International support is where localization teams enter the discussion. In our research on non-Anglophone markets, we stress-test post-sales support by putting ourselves in the shoes of people who don’t speak or read English very well but run into a problem with a product they bought. What should they do? If a buyer in Bucharest is lucky, there may be documentation, online help, and phone support in Romanian.
That’s not typically the case. As our research shows, the average company with a multilingual website supports just six languages or locales – and translates between 10 and 16% for some major languages and an average of 5% for all languages. That reality leaves a lot of people looking elsewhere for help – online searches, friends, influencers, and YouTube videos, sometimes using machine translation to decipher potentially helpful sites in other languages. Not finding a solution leads at the very least to lower customer satisfaction (CSAT) scores or, in the worst case, to rants on review sites.
CSA Research defines customer experience (CX) as the customers’ rational emotional perceptions in response to their interactions with a company’s products, services, channels, communications, and partners.
We analyze customer experience at the level of a discrete interaction, a journey, or a defined period of time. Because of frequent product usage, post-sales support is the most commonly “experienced” part of the customer experience (CX), both for domestic and global markets. Post-sales support is one of those distinct moments that might define the overall experience for a customer, so you have to assess its impact on customer loyalty, brand perception, and repeat sales. And because foreign-language support tends to be in short supply for post-sales help, it’s where the customer experience most frequently fails.

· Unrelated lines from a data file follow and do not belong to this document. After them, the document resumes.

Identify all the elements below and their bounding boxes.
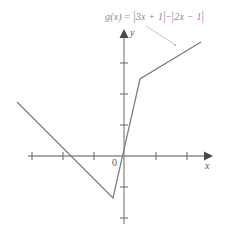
function-curve bbox=[17, 42, 201, 198]
origin-label: 0 bbox=[112, 157, 117, 168]
x-axis-label: x bbox=[205, 160, 209, 171]
y-axis-arrow bbox=[120, 29, 129, 38]
function-label: g(x) = |3x + 1|−|2x − 1| bbox=[105, 9, 204, 24]
function-label-arg: (x) bbox=[110, 11, 122, 22]
function-label-term1: 3x + 1 bbox=[136, 11, 163, 22]
function-label-equals: = bbox=[125, 11, 131, 22]
label-leader-dot bbox=[174, 44, 176, 46]
graph-figure: g(x) = |3x + 1|−|2x − 1| y x 0 bbox=[0, 0, 228, 230]
label-leader-line bbox=[146, 26, 174, 44]
function-label-term2: 2x − 1 bbox=[174, 11, 201, 22]
abs-close-2: | bbox=[202, 9, 205, 23]
coordinate-plot bbox=[0, 0, 228, 230]
y-axis-label: y bbox=[130, 27, 134, 38]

What can companies do about this? In an ideal world, they’d populate every channel with the same breadth and depth of language support they have for their home-market site. Of course, that’s financially and logistically impossible for most companies. We suggest tactical and strategic solutions to this challenge:
With all due respect to the legions of hardworking tech-support people around the world, customer care is the worst home for global CX: Problems get buried – inadvertently – in responding to people with those problems. The complaint-driven approach means broader CX problems may not be realized or identified because of the focus on specific features. The challenge to enterprises is to identify CX problems at every level, including and importantly those that are not tied to specific installation problems or product features but to the bigger relationship. In aggregate any problem brought forth by a customer is a CX problem.